That small antenna (a few thousand meters long and a thousand meters high,
in some cases, like the one strung across a fjord in Norway, or the one
across a canyon on Kauai..) isn't a very efficent radiator, so you need a
lot of watts into the antenna to radiate just a few into the air/earth.
Do a web search for Omega Navigation Transmitter to turn up some
interesting stuff. Compared to these guys, we in the TC business are mere
pikers.
And, compared to AM radio broadcasters at 500-1500 kHz, we are also feeble:
A whole web page about WLW..http://www.ominous-valve-dot-com/wlw.html - "...
Transmitter logs were pretty exciting reading, telling of antenna-house
fires, hurried repairs on still-dangerous circuits, and rushed replacement
of various melted or exploded parts." (sounds like tesla coiling to me...)

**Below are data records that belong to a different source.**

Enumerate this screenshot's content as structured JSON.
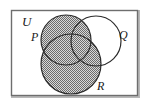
{
  "figure": {
    "type": "venn-diagram",
    "shaded_region": "P union R",
    "unshaded_region": "Q minus (P union R)"
  },
  "labels": {
    "universe": "U",
    "set_p": "P",
    "set_q": "Q",
    "set_r": "R"
  },
  "colors": {
    "outline": "#2b2b2b",
    "border": "#6e6e6e",
    "shade_dark": "#6b6b6b",
    "shade_light": "#d8d8d8",
    "background": "#ffffff",
    "label": "#1a1a1a"
  },
  "geometry": {
    "rect": {
      "x": 11,
      "y": 10,
      "width": 127,
      "height": 86
    },
    "circle_p": {
      "cx": 66,
      "cy": 40,
      "r": 25
    },
    "circle_q": {
      "cx": 96,
      "cy": 41,
      "r": 25
    },
    "circle_r": {
      "cx": 71,
      "cy": 64,
      "r": 30
    }
  },
  "label_positions": {
    "universe": {
      "x": 22,
      "y": 26
    },
    "set_p": {
      "x": 31,
      "y": 41
    },
    "set_q": {
      "x": 119,
      "y": 39
    },
    "set_r": {
      "x": 97,
      "y": 90
    }
  }
}
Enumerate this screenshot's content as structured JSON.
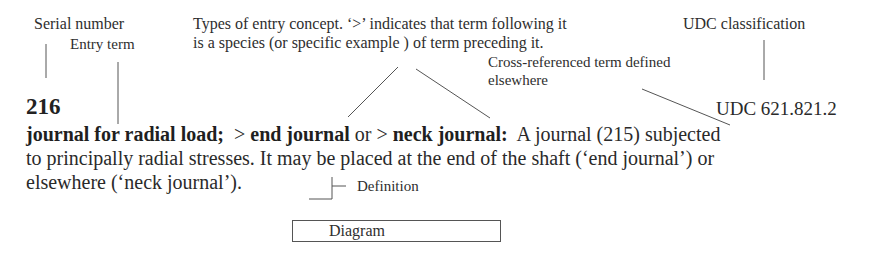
{
  "annotations": {
    "serial_number": "Serial number",
    "entry_term": "Entry term",
    "types_line1": "Types of entry concept. ‘>’ indicates that term following it",
    "types_line2": "is a species (or specific example ) of term preceding it.",
    "udc_classification": "UDC classification",
    "cross_ref_line1": "Cross-referenced term defined",
    "cross_ref_line2": "elsewhere",
    "definition": "Definition",
    "diagram": "Diagram"
  },
  "entry": {
    "serial": "216",
    "udc": "UDC 621.821.2",
    "term": "journal for radial load;",
    "species_marker_1": ">",
    "species_term_1": "end journal",
    "connector": "or",
    "species_marker_2": ">",
    "species_term_2": "neck journal:",
    "definition_part1": "A journal (215) subjected",
    "definition_line2": "to principally radial stresses.  It may be placed at the end of the shaft (‘end  journal’) or",
    "definition_line3": "elsewhere (‘neck journal’)."
  }
}
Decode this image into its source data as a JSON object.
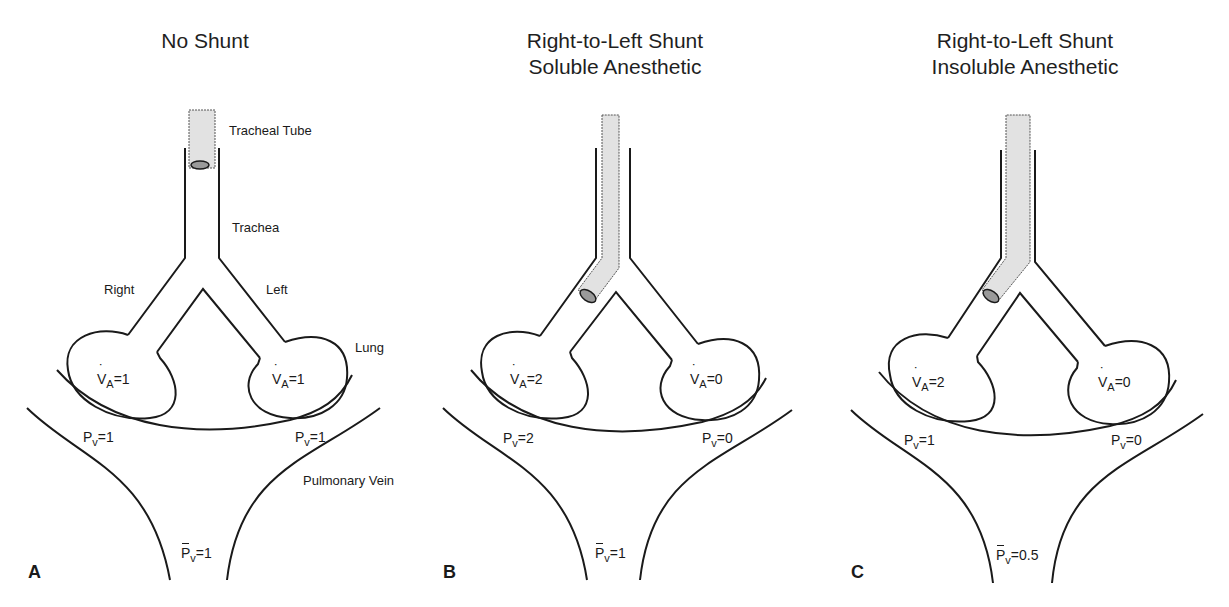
{
  "panels": [
    {
      "letter": "A",
      "title_line1": "No Shunt",
      "title_line2": "",
      "labels": {
        "tracheal_tube": "Tracheal Tube",
        "trachea": "Trachea",
        "right": "Right",
        "left": "Left",
        "lung": "Lung",
        "pulmonary_vein": "Pulmonary Vein"
      },
      "right_lung": {
        "symbol": "V",
        "sub": "A",
        "value": "=1"
      },
      "left_lung": {
        "symbol": "V",
        "sub": "A",
        "value": "=1"
      },
      "right_pv": {
        "symbol": "P",
        "sub": "v",
        "value": "=1"
      },
      "left_pv": {
        "symbol": "P",
        "sub": "v",
        "value": "=1"
      },
      "mixed_pv": {
        "symbol": "P",
        "sub": "v",
        "value": "=1"
      }
    },
    {
      "letter": "B",
      "title_line1": "Right-to-Left Shunt",
      "title_line2": "Soluble Anesthetic",
      "right_lung": {
        "symbol": "V",
        "sub": "A",
        "value": "=2"
      },
      "left_lung": {
        "symbol": "V",
        "sub": "A",
        "value": "=0"
      },
      "right_pv": {
        "symbol": "P",
        "sub": "v",
        "value": "=2"
      },
      "left_pv": {
        "symbol": "P",
        "sub": "v",
        "value": "=0"
      },
      "mixed_pv": {
        "symbol": "P",
        "sub": "v",
        "value": "=1"
      }
    },
    {
      "letter": "C",
      "title_line1": "Right-to-Left Shunt",
      "title_line2": "Insoluble Anesthetic",
      "right_lung": {
        "symbol": "V",
        "sub": "A",
        "value": "=2"
      },
      "left_lung": {
        "symbol": "V",
        "sub": "A",
        "value": "=0"
      },
      "right_pv": {
        "symbol": "P",
        "sub": "v",
        "value": "=1"
      },
      "left_pv": {
        "symbol": "P",
        "sub": "v",
        "value": "=0"
      },
      "mixed_pv": {
        "symbol": "P",
        "sub": "v",
        "value": "=0.5"
      }
    }
  ],
  "colors": {
    "line": "#1a1a1a",
    "tube_fill": "#e2e2e2",
    "cuff_fill": "#9a9a9a"
  }
}
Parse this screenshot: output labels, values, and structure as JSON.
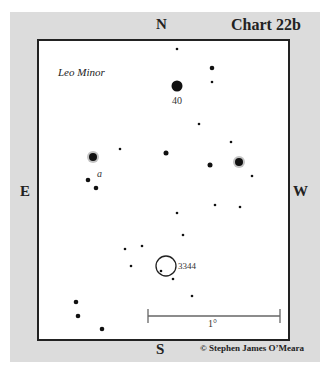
{
  "title": "Chart 22b",
  "constellation": "Leo Minor",
  "directions": {
    "north": "N",
    "south": "S",
    "east": "E",
    "west": "W"
  },
  "copyright": "© Stephen James O’Meara",
  "scale_bar": {
    "label": "1°",
    "x1": 148,
    "x2": 280,
    "y": 316
  },
  "objects": {
    "star_40": {
      "label": "40",
      "x": 177,
      "y": 86
    },
    "star_a": {
      "label": "a",
      "x": 99,
      "y": 174
    },
    "ngc_3344": {
      "label": "3344",
      "cx": 166,
      "cy": 266,
      "r": 10
    }
  },
  "stars": [
    {
      "x": 177,
      "y": 49,
      "r": 1.3
    },
    {
      "x": 212,
      "y": 68,
      "r": 2.3
    },
    {
      "x": 212,
      "y": 82,
      "r": 1.3
    },
    {
      "x": 177,
      "y": 86,
      "r": 5.5
    },
    {
      "x": 199,
      "y": 124,
      "r": 1.3
    },
    {
      "x": 231,
      "y": 142,
      "r": 1.3
    },
    {
      "x": 120,
      "y": 149,
      "r": 1.3
    },
    {
      "x": 166,
      "y": 153,
      "r": 2.5
    },
    {
      "x": 93,
      "y": 157,
      "r": 4,
      "halo": true
    },
    {
      "x": 239,
      "y": 162,
      "r": 4,
      "halo": true
    },
    {
      "x": 210,
      "y": 165,
      "r": 2.5
    },
    {
      "x": 252,
      "y": 176,
      "r": 1.3
    },
    {
      "x": 88,
      "y": 180,
      "r": 2.3
    },
    {
      "x": 96,
      "y": 188,
      "r": 2.3
    },
    {
      "x": 215,
      "y": 205,
      "r": 1.3
    },
    {
      "x": 240,
      "y": 207,
      "r": 1.3
    },
    {
      "x": 177,
      "y": 213,
      "r": 1.3
    },
    {
      "x": 183,
      "y": 235,
      "r": 1.3
    },
    {
      "x": 142,
      "y": 246,
      "r": 1.3
    },
    {
      "x": 125,
      "y": 249,
      "r": 1.3
    },
    {
      "x": 131,
      "y": 266,
      "r": 1.3
    },
    {
      "x": 161,
      "y": 271,
      "r": 1.3
    },
    {
      "x": 173,
      "y": 279,
      "r": 1.3
    },
    {
      "x": 192,
      "y": 296,
      "r": 1.3
    },
    {
      "x": 76,
      "y": 302,
      "r": 2.3
    },
    {
      "x": 78,
      "y": 316,
      "r": 2.3
    },
    {
      "x": 102,
      "y": 329,
      "r": 2.3
    }
  ]
}
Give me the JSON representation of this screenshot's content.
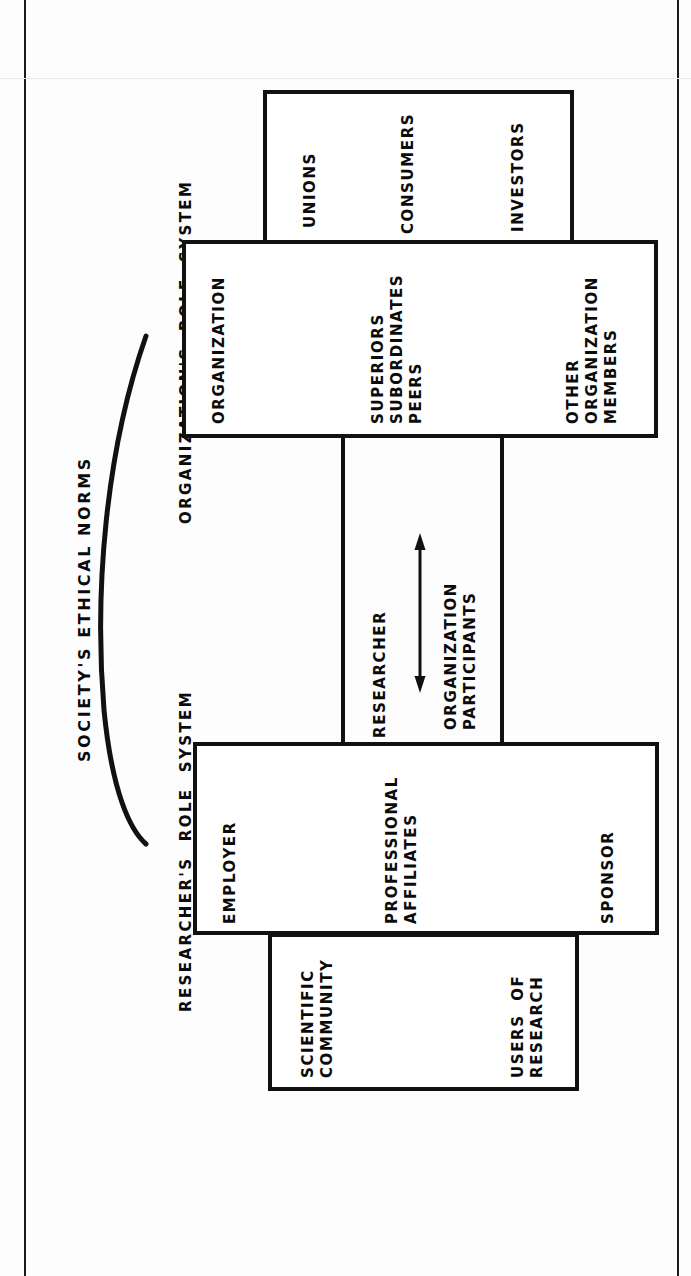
{
  "figure": {
    "heading": "SOCIETY'S ETHICAL NORMS",
    "axis_labels": {
      "organization_role_system": "ORGANIZATION'S  ROLE  SYSTEM",
      "researcher_role_system": "RESEARCHER'S  ROLE  SYSTEM"
    },
    "center_labels": {
      "researcher": "RESEARCHER",
      "organization_participants_line1": "ORGANIZATION",
      "organization_participants_line2": "PARTICIPANTS"
    },
    "boxes": [
      {
        "id": "externals",
        "name": "organization-externals-box",
        "labels": [
          "UNIONS",
          "CONSUMERS",
          "INVESTORS"
        ]
      },
      {
        "id": "organization",
        "name": "organization-box",
        "labels": [
          "ORGANIZATION",
          "SUPERIORS",
          "SUBORDINATES",
          "PEERS",
          "OTHER",
          "ORGANIZATION",
          "MEMBERS"
        ]
      },
      {
        "id": "employer",
        "name": "employer-box",
        "labels": [
          "EMPLOYER",
          "PROFESSIONAL",
          "AFFILIATES",
          "SPONSOR"
        ]
      },
      {
        "id": "scientific",
        "name": "scientific-community-box",
        "labels": [
          "SCIENTIFIC",
          "COMMUNITY",
          "USERS  OF",
          "RESEARCH"
        ]
      }
    ],
    "labels": {
      "unions": "UNIONS",
      "consumers": "CONSUMERS",
      "investors": "INVESTORS",
      "organization": "ORGANIZATION",
      "superiors": "SUPERIORS",
      "subordinates": "SUBORDINATES",
      "peers": "PEERS",
      "other": "OTHER",
      "organization2": "ORGANIZATION",
      "members": "MEMBERS",
      "employer": "EMPLOYER",
      "professional": "PROFESSIONAL",
      "affiliates": "AFFILIATES",
      "sponsor": "SPONSOR",
      "scientific": "SCIENTIFIC",
      "community": "COMMUNITY",
      "users_of": "USERS  OF",
      "research": "RESEARCH"
    },
    "colors": {
      "ink": "#111111",
      "paper": "#fdfdfd"
    }
  }
}
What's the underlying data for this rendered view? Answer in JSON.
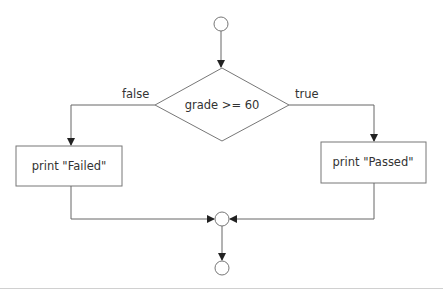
{
  "diagram": {
    "type": "flowchart",
    "nodes": {
      "start": {
        "shape": "circle"
      },
      "decision": {
        "shape": "diamond",
        "label": "grade >= 60"
      },
      "failed": {
        "shape": "rect",
        "label": "print \"Failed\""
      },
      "passed": {
        "shape": "rect",
        "label": "print \"Passed\""
      },
      "merge": {
        "shape": "circle"
      },
      "end": {
        "shape": "circle"
      }
    },
    "edges": {
      "false_label": "false",
      "true_label": "true"
    },
    "colors": {
      "stroke": "#777777",
      "text": "#333333",
      "arrowhead": "#222222"
    }
  }
}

http://www.oldradio-dot-com/archives/hardware/WE320A.htm has a description of
the mighty WE320A, which some of you may covet for that truly big tube
coil..18 kV-at- 15 amps on the plate.
"Continental Electronics has delivered AM transmitters at the 2 Megawatt
level to the broadcasting organizations of several countries. It is
reported that several fought a tendency for this level of RF power to melt
and fuse the insulators and sand around the tower."
"Longwave - Radio Luxembourg is said to run a 2 Megawatt transmitter on
this band."
Getting closer to typical tesla coil frequencies:
According to WRTH-2000 the following stations transmit on 153 kHz:
Bechar, Algeria 1,000 kW
Bod, Romania 1,200 kW
Donebach, Germany 500 kW
Taldom, Russia 300 kW
Ufa, Russia 300 kW
Komsomolsk, Russia 1,200 kW
Ashgabat, Turkmenistan 500 kW
And of course, though most of these use tubes, there are some solid state
transmitters in this power class:
"s2one specializes in DTV, but we also have expertise in analog TV and
radio servicing. In fact, our past work history includes servicing the
world's first solid state, 1 megawatt AM transmitter."